From Who Framed Roger Rabbit to Polar Express and beyond, director Robert Zemeckis has spent much of his career in the uncanny border country between live-action cinema and animation.

The pattern continues in his new version of Pinocchio, a Disney production modelled visually and tonally on the classic 1940 cartoon, with a small troupe of visible actors – led by Tom Hanks as the kindly woodcutter Geppetto – inhabiting a largely digital fantasy land.

Pinocchio (voiced by Benjamin Evan Ainsworth) and Tom Hanks as Geppetto.

Pinocchio (voiced by Benjamin Evan Ainsworth) and Tom Hanks as Geppetto.

Voiced by newcomer Benjamin Evan Ainsworth, the film’s Pinocchio is uncanny in his own right, like every other incarnation of the character, a puppet who has human emotions yet isn’t quite a “real boy”.

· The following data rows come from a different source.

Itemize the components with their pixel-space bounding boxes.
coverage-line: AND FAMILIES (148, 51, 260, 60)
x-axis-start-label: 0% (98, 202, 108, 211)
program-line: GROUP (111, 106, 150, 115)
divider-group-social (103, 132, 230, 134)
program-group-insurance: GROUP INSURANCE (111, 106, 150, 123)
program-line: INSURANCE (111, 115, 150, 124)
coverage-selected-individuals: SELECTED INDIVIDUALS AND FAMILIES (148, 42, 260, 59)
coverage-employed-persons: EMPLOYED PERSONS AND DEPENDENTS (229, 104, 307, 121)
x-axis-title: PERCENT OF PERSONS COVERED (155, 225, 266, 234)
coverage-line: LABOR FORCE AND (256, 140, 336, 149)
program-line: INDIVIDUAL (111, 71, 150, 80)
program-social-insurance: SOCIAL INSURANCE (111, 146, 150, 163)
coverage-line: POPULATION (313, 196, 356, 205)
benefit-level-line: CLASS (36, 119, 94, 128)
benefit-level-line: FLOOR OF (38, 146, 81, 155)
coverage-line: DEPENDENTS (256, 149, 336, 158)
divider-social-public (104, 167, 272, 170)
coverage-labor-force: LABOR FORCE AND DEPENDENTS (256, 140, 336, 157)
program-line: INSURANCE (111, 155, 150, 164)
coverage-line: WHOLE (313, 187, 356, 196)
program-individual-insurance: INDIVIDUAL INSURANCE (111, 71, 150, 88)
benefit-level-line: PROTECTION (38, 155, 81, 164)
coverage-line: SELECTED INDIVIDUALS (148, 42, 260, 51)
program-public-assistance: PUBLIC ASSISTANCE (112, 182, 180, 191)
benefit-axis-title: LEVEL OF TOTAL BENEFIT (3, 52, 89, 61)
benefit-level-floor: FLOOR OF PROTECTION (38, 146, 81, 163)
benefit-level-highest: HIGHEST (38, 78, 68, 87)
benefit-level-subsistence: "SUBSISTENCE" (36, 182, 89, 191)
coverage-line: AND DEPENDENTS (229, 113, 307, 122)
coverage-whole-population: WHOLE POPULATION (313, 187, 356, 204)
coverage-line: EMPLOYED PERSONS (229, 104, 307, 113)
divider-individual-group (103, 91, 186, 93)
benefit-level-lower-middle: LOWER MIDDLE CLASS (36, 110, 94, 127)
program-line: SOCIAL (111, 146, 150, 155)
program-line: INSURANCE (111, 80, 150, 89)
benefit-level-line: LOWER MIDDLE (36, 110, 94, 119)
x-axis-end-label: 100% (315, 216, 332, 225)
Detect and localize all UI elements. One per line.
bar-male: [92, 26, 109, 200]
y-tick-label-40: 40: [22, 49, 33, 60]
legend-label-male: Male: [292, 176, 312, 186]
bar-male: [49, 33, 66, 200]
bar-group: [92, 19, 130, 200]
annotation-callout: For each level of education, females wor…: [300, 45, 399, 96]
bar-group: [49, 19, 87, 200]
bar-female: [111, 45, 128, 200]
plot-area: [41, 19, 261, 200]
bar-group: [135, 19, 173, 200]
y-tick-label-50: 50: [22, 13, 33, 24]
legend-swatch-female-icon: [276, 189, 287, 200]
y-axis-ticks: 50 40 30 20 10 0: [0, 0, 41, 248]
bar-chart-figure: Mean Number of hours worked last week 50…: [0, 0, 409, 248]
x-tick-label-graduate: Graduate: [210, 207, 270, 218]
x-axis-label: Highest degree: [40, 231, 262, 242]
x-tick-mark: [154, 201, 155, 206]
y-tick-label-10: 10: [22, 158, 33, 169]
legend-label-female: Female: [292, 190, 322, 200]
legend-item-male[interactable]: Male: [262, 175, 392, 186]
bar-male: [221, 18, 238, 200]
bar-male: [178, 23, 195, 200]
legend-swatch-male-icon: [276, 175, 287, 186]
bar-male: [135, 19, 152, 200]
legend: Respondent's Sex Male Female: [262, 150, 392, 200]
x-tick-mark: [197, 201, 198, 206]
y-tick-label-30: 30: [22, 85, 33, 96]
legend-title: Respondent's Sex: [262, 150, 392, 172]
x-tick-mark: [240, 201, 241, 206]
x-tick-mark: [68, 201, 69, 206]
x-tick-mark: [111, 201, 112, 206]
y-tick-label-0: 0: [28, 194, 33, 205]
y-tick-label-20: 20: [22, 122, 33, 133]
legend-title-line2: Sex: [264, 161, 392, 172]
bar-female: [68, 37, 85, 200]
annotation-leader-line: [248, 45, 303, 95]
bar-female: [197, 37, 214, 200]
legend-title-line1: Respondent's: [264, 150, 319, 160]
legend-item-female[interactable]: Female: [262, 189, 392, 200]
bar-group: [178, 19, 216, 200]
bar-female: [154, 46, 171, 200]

Zemeckis and co-writer Chris Weitz add a few story beats of their own and omit others, but for the most part, their hero’s moral education proceeds along expected lines.

Lovingly crafted by Geppetto and brought to life by the Blue Fairy (Cynthia Erivo), Pinocchio sets out to discover the world, with kindly Jiminy Cricket (voiced by Joseph Gordon-Levitt) as his conscience and guide.

At every step, villains strive to tempt him away from the path of virtue with offers of pleasure or fame (following Tim Burton’s underrated Dumbo, this is another authorised Disney remake with a surprisingly mordant view of showbiz in general).

The verbal jokes for adults barely raise a smile, but Zemeckis visually remains the pro he’s always been, moving smoothly through a stylised world. Following Welcome to Marwen and The Witches, this is his third film in a row cunningly built on contrasts of scale, with a main character who is physically smaller than life.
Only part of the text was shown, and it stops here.